The Courier & Advertiser (Perth and Perthshire Edition)
Independence poll the
What inspires young people to take the plunge into politics? This was one question we put to the 35 who make up Generation Next...
Cailyn McMa h o n moved to Scotland in the summer of 2014, with the South Africa-born teenager swapping Dubai for Dalgety Bay.
Now 20, the Glasgow University student is the national convener of the Yo u n g Scots for Independence, previously known as the SNP Youth.
“It was 2014, the year of the referendum. That was 100% what got me involved, especially coming from Dubai, where it is obviously not a democracy – I’d never seen an election,” she said.
“I remember actually being 14 and having to Google what a referendum was.
“I d i d n’ t really get involved, but because the voting age was lowered for the first time and everyone was talking about it at school, I assumed everyone in Scotland was really political and had a really sound knowledge of the political world.
“So, I was like, ‘ right, well, I b e tt e r do my research’. And fast-forward a couple of months and I was determined I was going to join the SNP as soon as I could.”
In Dundee, the majority of Graeme McKenzie’s family and classmates at Menzieshill High were voting Yes, but the young Labour activist held a different view.
Mr McKenzie, who is now 22 and hopes to be the
Labour candidate in Dundee City East next year, said: “That’s really what spurred it (his interest in politics).
“Because obviously the debate about the independence referendum had come around and I had staunchly said that I was a No voter from when that first came around.
“I think I was one of three No voters who were eligible to vote at school, so I got quite a bit of stick for it, as you can imagine. I was in the minority, at school.”
Mr McKenzie could end up standing in Dundee City East against 21- year- old Liberal Democrat Michael Crichton, who was a pupil at Grove Academy in
Broughty Ferry during the referendum.
“My first real involvement in any political activity was when I was at school and I saw the way the referendum was going,” he said.
“I wasn’t even old enough to vote, I was turning 16 two months after the vote, but I phoned the Better Together campaign the night before the referendum polls opened and said, ‘I need to help out’.
“Because I s aw the upward trajectory of the Yes campaign and thought I needed to help out, so I was on the polling station for the Better Together campaign in Barnhill, Dundee.”
Mr Crichton added: “I’ve
always wanted to become involved in politics. To become the MP or MSP or elected parliamentarian? I suppose that really came to me when I was 15. It was probably the referendum.”
Callum Purves, who is a councillor in Perth and Kinross and works as a campaign manager for the Conservative Pa r ty, is another who was motivated by the referendum.
“The first proper political campaigning that I did, and I think it would be similar with a lot of people my age, and even in older people now who have just come into politics, was during the Scottish independence referendum,” he said.
“Because that was something that I cared very much about and was very passionate about, making
sure Scotland remained in the United Kingdom.
“That was where I started doing work on street stalls and delivering leaflets and things like that.”
Mr Pur ves was at St Andrews University at the same time as Dominic Nolan, who now serves as a Conservative councillor in Fife.
“Wh e n I arrived at university, my first year,
that was 2014, and the referendum was taking place at that time and I got involved over that summer and campaigned with Better Together,” he said.
“Shortly after the referendum, I joined the Conservatives because they seemed to be the party that most strongly championed the union.
“They always seemed to be the natural choice for
me but it was only after the referendum that I finally got the push to join the party and became very interested in politics.”
Dunfermline-based Mags Hall will be second on the regional list in Mi d Scotland and Fife for the Scottish Greens next year.
She said: “Like a lot of people my generation, it was 2014 and the
independence referendum that really brought me into mainstream politics, and party politics in particular.
“I joined the Greens the day after the independence referendum, like a lot of people, trying to turn the disappointment of the indyref into a positive action.”
Scott Rutherford, a fellow Green who is also a former
and future candidate in Fife, said: “I was crushed af ter that referendum result.
“I was thinking, I sort of feel like my future has been kicked in the teeth a bit, so I’m going to get involved in politics.
“I’m not going to accept austerity, I’m not going to accept a minimum wage that isn’t enough to scratch a living.”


*Task item*: Every line below that mentions the word "number" should be copied out.

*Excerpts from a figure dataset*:
·····

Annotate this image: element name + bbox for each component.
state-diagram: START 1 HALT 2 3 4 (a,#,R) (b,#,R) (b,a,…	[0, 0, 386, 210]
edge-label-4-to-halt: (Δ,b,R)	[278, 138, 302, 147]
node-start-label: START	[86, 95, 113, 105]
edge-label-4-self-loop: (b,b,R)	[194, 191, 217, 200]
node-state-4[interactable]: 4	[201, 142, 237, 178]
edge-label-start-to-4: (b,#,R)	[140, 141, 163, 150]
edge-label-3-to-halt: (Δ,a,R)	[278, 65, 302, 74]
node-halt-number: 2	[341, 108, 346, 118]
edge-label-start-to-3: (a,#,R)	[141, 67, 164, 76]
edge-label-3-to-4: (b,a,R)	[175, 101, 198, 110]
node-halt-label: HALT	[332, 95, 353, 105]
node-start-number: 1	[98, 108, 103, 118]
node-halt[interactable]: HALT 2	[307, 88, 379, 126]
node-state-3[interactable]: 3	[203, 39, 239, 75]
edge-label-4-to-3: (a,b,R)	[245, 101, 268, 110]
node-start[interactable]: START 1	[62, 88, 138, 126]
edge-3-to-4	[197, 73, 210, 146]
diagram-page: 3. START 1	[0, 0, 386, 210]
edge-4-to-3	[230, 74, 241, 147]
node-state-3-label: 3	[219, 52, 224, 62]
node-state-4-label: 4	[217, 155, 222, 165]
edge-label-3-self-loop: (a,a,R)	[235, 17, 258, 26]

·····

*Task output*:
node-halt-number: 2	[341, 108, 346, 118]
node-start-number: 1	[98, 108, 103, 118]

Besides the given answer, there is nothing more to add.